I'm not gonna create another debate or a tutorial is it or not sensible to turn it off, since there is tons of articles covering this, here just one of them:
http://lifehacker.com/5426041/understanding-the-windows-pagefile-and-why-you-shouldnt-disable-it
If you understand whole idea of swap file correctly then you should know the only benefit of turning it off is a responsiveness of applications that stay in the background inactive for a long period of time or when some application needs huge amounts of ram at a moment then all processes with lower priority will get swapped. Also with copying a huge files some apps are swaped to free RAM for the copy process so read/write operations are cashed in which case copy process takes a whole lot less.
But if you turn it off totally then in a scenario when you somehow put a load beyond the point of the RAM available some process will start crashing due to "not enough memory" error.
As you read my second sentence in previous answer i didn't say it's bad idea in specific situations but suggesting such for unaware PC users in general can make far more damage then benefits.
Yes when someone have 16GB RAM then probably most of the time there won't be any issues, until crash happen in the least expected moment, but again with 16GB RAM even windows will not swap anything that much since there is no need to do so, so what is the point of turning it off?
But on the other hand when someone has 4GB of RAM then i can assure you he gonna get crashes sooner then you might expect.
"Page file using your hard drive space instead when it isn't exactly needed slows down the PC. "
Page file is used when it's needed and it's needed when RAM can be utilized more efficiently in a moment or there is lack of it, if you feel it slows down your PC then it's not a swap file issues it's lack of RAM issues and turning it off only makes it worse!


WHAT IS BEING ASKED:
Every line below should come back exactly as written, though the pictures stay out.

EXTRACTED ENTRIES:
------------------------------

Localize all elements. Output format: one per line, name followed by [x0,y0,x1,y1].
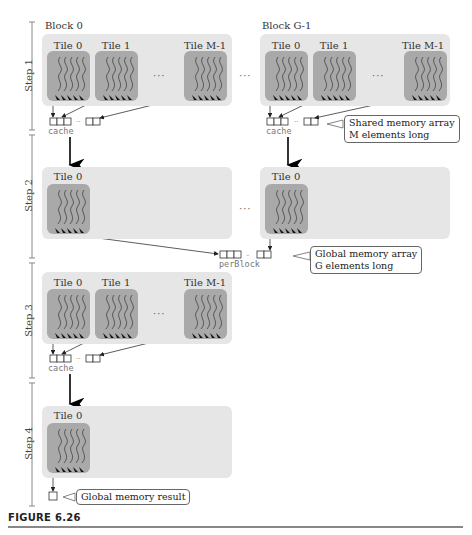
tile [47,289,90,339]
tile-ellipsis: ··· [372,70,385,81]
cache-label: cache [48,363,74,373]
tile [95,51,138,101]
figure-caption: FIGURE 6.26 [8,512,81,523]
tile-label: Tile 0 [46,410,90,421]
callout-line: Global memory array [315,248,417,260]
block-g1-label: Block G-1 [262,20,311,31]
tile-label: Tile 0 [46,277,90,288]
block-0-label: Block 0 [45,20,83,31]
svg-text:··: ·· [294,118,298,126]
perblock-label: perBlock [219,259,260,269]
cache-label: cache [266,126,292,136]
callout-line: G elements long [315,260,417,272]
cache-label: cache [48,126,74,136]
tile [265,184,308,234]
svg-text:–: – [246,251,250,259]
tile [265,51,308,101]
tile-label: Tile 1 [94,40,138,51]
tile-label: Tile M-1 [180,40,230,51]
tile [184,289,227,339]
tile-label: Tile 1 [312,40,356,51]
step-1-label: Step 1 [23,59,34,92]
tile-label: Tile 0 [264,171,308,182]
tile-label: Tile M-1 [180,277,230,288]
tile [184,51,227,101]
svg-text:··: ·· [76,355,80,363]
tile [47,423,90,473]
global-result-callout: Global memory result [76,489,190,505]
shared-memory-callout: Shared memory array M elements long [344,115,460,143]
tile [47,184,90,234]
callout-line: M elements long [349,129,455,141]
tile-label: Tile 0 [46,40,90,51]
tile [404,51,447,101]
step-4-label: Step 4 [23,427,34,460]
callout-line: Shared memory array [349,117,455,129]
step1-block-ellipsis: ··· [239,70,252,81]
svg-text:··: ·· [76,118,80,126]
tile-label: Tile M-1 [398,40,448,51]
global-memory-callout: Global memory array G elements long [310,246,422,274]
step-2-label: Step 2 [23,179,34,212]
step2-block-ellipsis: ··· [239,203,252,214]
tile [313,51,356,101]
tile-label: Tile 1 [94,277,138,288]
tile-ellipsis: ··· [153,70,166,81]
tile-label: Tile 0 [46,171,90,182]
step-3-label: Step 3 [23,304,34,337]
tile [47,51,90,101]
tile [95,289,138,339]
tile-label: Tile 0 [264,40,308,51]
caption-rule [8,526,463,528]
tile-ellipsis: ··· [153,308,166,319]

------------------------------

ANSWER TO THE PROBLEM:
Localize all elements. Output format: one per line, name followed by [x0,y0,x1,y1].
tile [47,289,90,339]
tile-ellipsis: ··· [372,70,385,81]
cache-label: cache [48,363,74,373]
tile [95,51,138,101]
figure-caption: FIGURE 6.26 [8,512,81,523]
tile-label: Tile 0 [46,410,90,421]
callout-line: Global memory array [315,248,417,260]
block-g1-label: Block G-1 [262,20,311,31]
tile-label: Tile 0 [46,277,90,288]
block-0-label: Block 0 [45,20,83,31]
svg-text:··: ·· [294,118,298,126]
perblock-label: perBlock [219,259,260,269]
cache-label: cache [266,126,292,136]
callout-line: G elements long [315,260,417,272]
cache-label: cache [48,126,74,136]
tile [265,184,308,234]
svg-text:–: – [246,251,250,259]
tile [265,51,308,101]
tile-label: Tile 1 [94,40,138,51]
tile-label: Tile M-1 [180,40,230,51]
tile [184,289,227,339]
tile-label: Tile 1 [312,40,356,51]
step-1-label: Step 1 [23,59,34,92]
tile-label: Tile 0 [264,171,308,182]
tile-label: Tile M-1 [180,277,230,288]
tile [184,51,227,101]
svg-text:··: ·· [76,355,80,363]
tile [47,423,90,473]
global-result-callout: Global memory result [76,489,190,505]
shared-memory-callout: Shared memory array M elements long [344,115,460,143]
tile [47,184,90,234]
callout-line: M elements long [349,129,455,141]
tile-label: Tile 0 [46,40,90,51]
tile [404,51,447,101]
step-4-label: Step 4 [23,427,34,460]
callout-line: Shared memory array [349,117,455,129]
step1-block-ellipsis: ··· [239,70,252,81]
svg-text:··: ·· [76,118,80,126]
tile-label: Tile M-1 [398,40,448,51]
global-memory-callout: Global memory array G elements long [310,246,422,274]
step-2-label: Step 2 [23,179,34,212]
step2-block-ellipsis: ··· [239,203,252,214]
tile [313,51,356,101]
tile-label: Tile 1 [94,277,138,288]
tile-ellipsis: ··· [153,70,166,81]
tile-label: Tile 0 [46,171,90,182]
step-3-label: Step 3 [23,304,34,337]
tile [47,51,90,101]
tile [95,289,138,339]
tile-label: Tile 0 [264,40,308,51]
caption-rule [8,526,463,528]
tile-ellipsis: ··· [153,308,166,319]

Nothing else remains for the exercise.